I agree whole-heartedly with the idea of scrutiny, tim- I just highly doubt you can live up to your own words.
Posted by Sharmuta
on Wed 14 May 2008 at 01:01 PM
You just don't get it, do you? How is a 107 foot high minaret towering over an American city only "symbolic"? And symbolic of what, exactly?
Moreover, your argument regarding only biting at a few of the numerous CAIR emails you receive every day is specious and hardly a harbinger of level-headed reasoning. CAIR is a Muslim Brotherhood front organization that immediately condemns any ostensible whiff of "Islamaphobia" while miraculously never getting around to condemning, say, Islamic terrorism, repression of women, and murdering of gays and non-Muslims. The fact you are even on their mailing list is cause for alarm, and just because you usually don't reprint their propaganda verbatim is hardly cause for a Nobel Peace Prize. "Gee, Hezbollah sends me talking points 5 times a day and I usually only regurgitate a few of them." What a hero.
It's amazing the stump of what I can only assume to be your truncated brain stem can generate enough wattage to keep your lungs moving at the same time as your fingers as you type these ridiculous paeans to multiculturalism.
Posted by gregmcgreg
on Thu 15 May 2008 at 09:39 AM
It is absolutely appalling to me that anyone would take issue with this writer or his article without first condemning unconditionally the kind of threats and invective to which he has been subjected, and which even continue (on a milder level) in some of these posts. Failure to do this, in my opinion, severely undercuts the legitimacy of even rational arguments on the issues.

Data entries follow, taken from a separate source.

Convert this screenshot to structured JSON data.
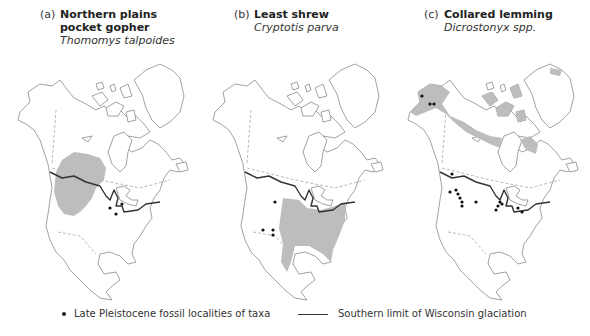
{
  "panels": [
    {
      "letter": "(a)",
      "common_name": "Northern plains pocket gopher",
      "scientific_name": "Thomomys talpoides",
      "range_region": "Northern Great Plains and northern Rocky Mountains",
      "fossil_localities_count": 3
    },
    {
      "letter": "(b)",
      "common_name": "Least shrew",
      "scientific_name": "Cryptotis parva",
      "range_region": "Eastern and central United States into eastern Mexico",
      "fossil_localities_count": 4
    },
    {
      "letter": "(c)",
      "common_name": "Collared lemming",
      "scientific_name": "Dicrostonyx spp.",
      "range_region": "Arctic Alaska, northern Canada, Arctic islands and Greenland coast",
      "fossil_localities_count": 17
    }
  ],
  "legend": {
    "fossil_label": "Late Pleistocene fossil localities of taxa",
    "glaciation_label": "Southern limit of Wisconsin glaciation"
  },
  "colors": {
    "range_fill": "#bdbdbd",
    "glaciation_line": "#333333",
    "coastline": "#8a8a8a"
  }
}
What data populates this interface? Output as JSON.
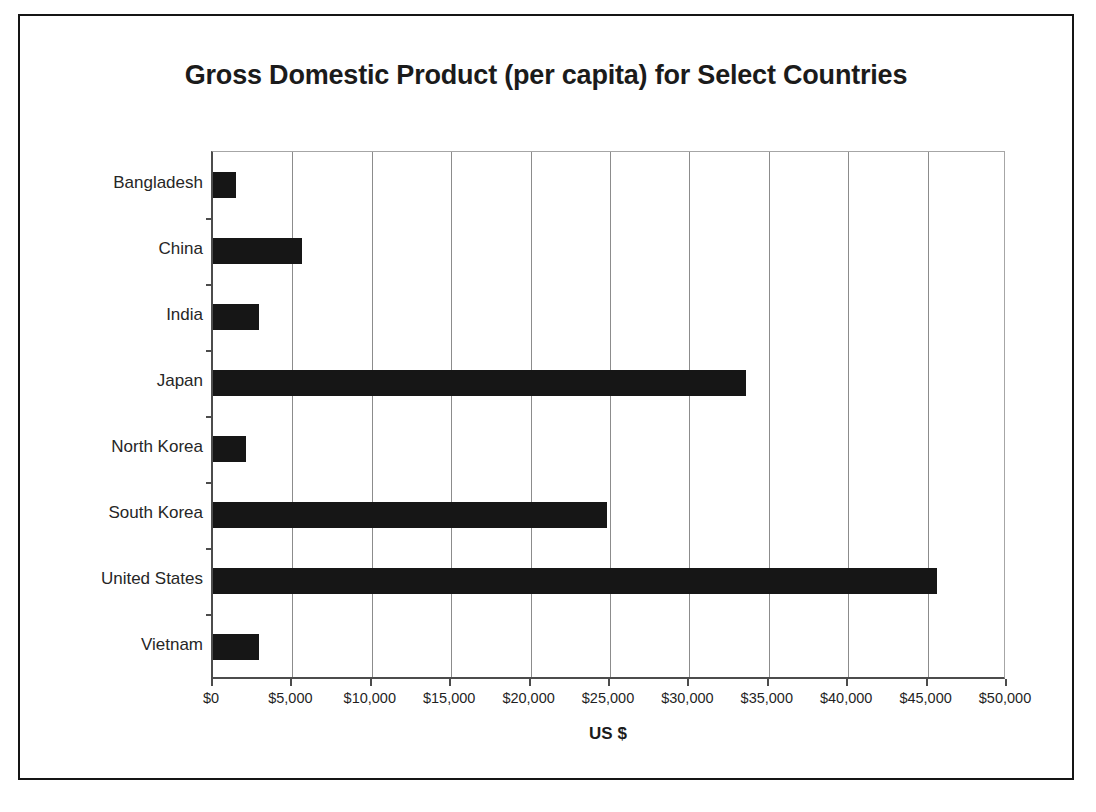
{
  "chart_data": {
    "type": "bar",
    "orientation": "horizontal",
    "title": "Gross Domestic Product (per capita) for Select Countries",
    "xlabel": "US $",
    "ylabel": "",
    "categories": [
      "Bangladesh",
      "China",
      "India",
      "Japan",
      "North Korea",
      "South Korea",
      "United States",
      "Vietnam"
    ],
    "values": [
      1440,
      5625,
      2875,
      33560,
      2060,
      24800,
      45600,
      2875
    ],
    "xlim": [
      0,
      50000
    ],
    "xtick_values": [
      0,
      5000,
      10000,
      15000,
      20000,
      25000,
      30000,
      35000,
      40000,
      45000,
      50000
    ],
    "xtick_labels": [
      "$0",
      "$5,000",
      "$10,000",
      "$15,000",
      "$20,000",
      "$25,000",
      "$30,000",
      "$35,000",
      "$40,000",
      "$45,000",
      "$50,000"
    ],
    "grid": "vertical",
    "legend": null,
    "bar_color": "#161616"
  },
  "frame": {
    "border_color": "#151515"
  }
}
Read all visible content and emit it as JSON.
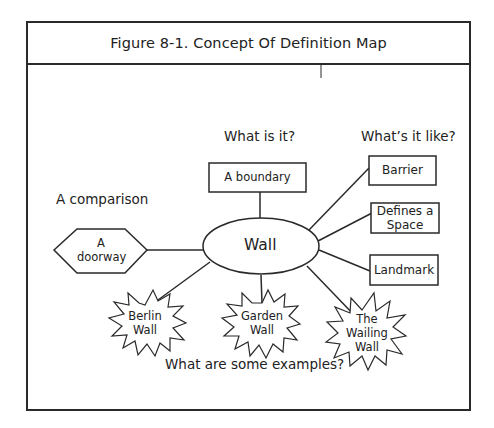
{
  "figure": {
    "title": "Figure 8-1. Concept Of Definition Map"
  },
  "prompts": {
    "what_is_it": "What is it?",
    "whats_it_like": "What’s it like?",
    "comparison": "A comparison",
    "examples": "What are some examples?"
  },
  "center": {
    "label": "Wall"
  },
  "category": {
    "label": "A boundary"
  },
  "properties": [
    {
      "label": "Barrier"
    },
    {
      "label_line1": "Defines a",
      "label_line2": "Space"
    },
    {
      "label": "Landmark"
    }
  ],
  "comparison_node": {
    "label_line1": "A",
    "label_line2": "doorway"
  },
  "examples": [
    {
      "label_line1": "Berlin",
      "label_line2": "Wall"
    },
    {
      "label_line1": "Garden",
      "label_line2": "Wall"
    },
    {
      "label_line1": "The",
      "label_line2": "Wailing",
      "label_line3": "Wall"
    }
  ],
  "colors": {
    "stroke": "#2a2a2a",
    "text": "#222222",
    "background": "#ffffff"
  }
}
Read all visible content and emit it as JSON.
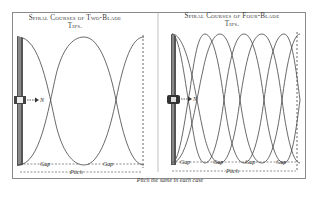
{
  "panels": [
    {
      "title_line1": "Spiral Courses of Two-Blade",
      "title_line2": "Tips.",
      "blades": 2,
      "direction_label": "N",
      "gap_labels": [
        "Gap",
        "Gap"
      ],
      "pitch_label": "Pitch"
    },
    {
      "title_line1": "Spiral Courses of Four-Blade",
      "title_line2": "Tips.",
      "blades": 4,
      "direction_label": "N",
      "gap_labels": [
        "Gap",
        "Gap",
        "Gap",
        "Gap"
      ],
      "pitch_label": "Pitch"
    }
  ],
  "caption": "Pitch the same in each case",
  "colors": {
    "line": "#444444",
    "frame": "#8a8a8a",
    "background": "#ffffff"
  }
}
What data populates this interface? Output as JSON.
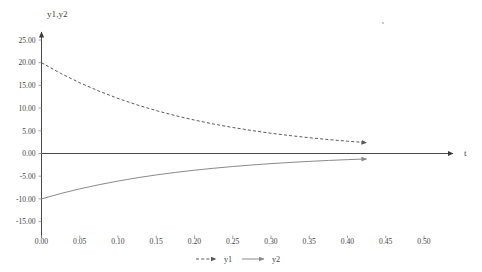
{
  "chart_data": {
    "type": "line",
    "title": "",
    "xlabel": "t",
    "ylabel": "y1,y2",
    "xlim": [
      0.0,
      0.5
    ],
    "ylim": [
      -15.0,
      25.0
    ],
    "grid": false,
    "legend_position": "bottom",
    "x_ticks": [
      "0.00",
      "0.05",
      "0.10",
      "0.15",
      "0.20",
      "0.25",
      "0.30",
      "0.35",
      "0.40",
      "0.45",
      "0.50"
    ],
    "x_tick_values": [
      0.0,
      0.05,
      0.1,
      0.15,
      0.2,
      0.25,
      0.3,
      0.35,
      0.4,
      0.45,
      0.5
    ],
    "y_ticks": [
      "25.00",
      "20.00",
      "15.00",
      "10.00",
      "5.00",
      "0.00",
      "-5.00",
      "-10.00",
      "-15.00"
    ],
    "y_tick_values": [
      25.0,
      20.0,
      15.0,
      10.0,
      5.0,
      0.0,
      -5.0,
      -10.0,
      -15.0
    ],
    "x": [
      0.0,
      0.025,
      0.05,
      0.075,
      0.1,
      0.125,
      0.15,
      0.175,
      0.2,
      0.225,
      0.25,
      0.275,
      0.3,
      0.325,
      0.35,
      0.375,
      0.4,
      0.425
    ],
    "series": [
      {
        "name": "y1",
        "style": "dashed",
        "color": "#595959",
        "end_arrow": true,
        "values": [
          20.0,
          17.65,
          15.58,
          13.75,
          12.13,
          10.71,
          9.45,
          8.34,
          7.36,
          6.49,
          5.73,
          5.06,
          4.46,
          3.94,
          3.48,
          3.07,
          2.71,
          2.39
        ]
      },
      {
        "name": "y2",
        "style": "solid",
        "color": "#8a8a8a",
        "end_arrow": true,
        "values": [
          -10.0,
          -8.82,
          -7.79,
          -6.88,
          -6.07,
          -5.35,
          -4.72,
          -4.17,
          -3.68,
          -3.25,
          -2.87,
          -2.53,
          -2.23,
          -1.97,
          -1.74,
          -1.53,
          -1.35,
          -1.2
        ]
      }
    ],
    "legend": [
      {
        "label": "y1",
        "style": "dashed",
        "color": "#595959"
      },
      {
        "label": "y2",
        "style": "solid",
        "color": "#8a8a8a"
      }
    ]
  }
}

Comments like this are often received with towering indignation about failures to condemn similar behavior on the "other side"--i.e. from the Muslim community in this case. The response to that is (a) I haven't mentioned any "sides," because the sentiment is meant to apply universally, to Christians or Muslims or golfers or whomever, and (b) it's utterly irrelevant whether other people do it or not. The illegitimacy of threats and invective in civil discourse is unaffected by who is already doing it.
Posted by agroff1
on Tue 20 May 2008 at 10:14 AM
Well, these comments are a hoot. Nothing but irrelevent insults and ad homimen attacks from fools. Don't you people have anything better to do with your free time?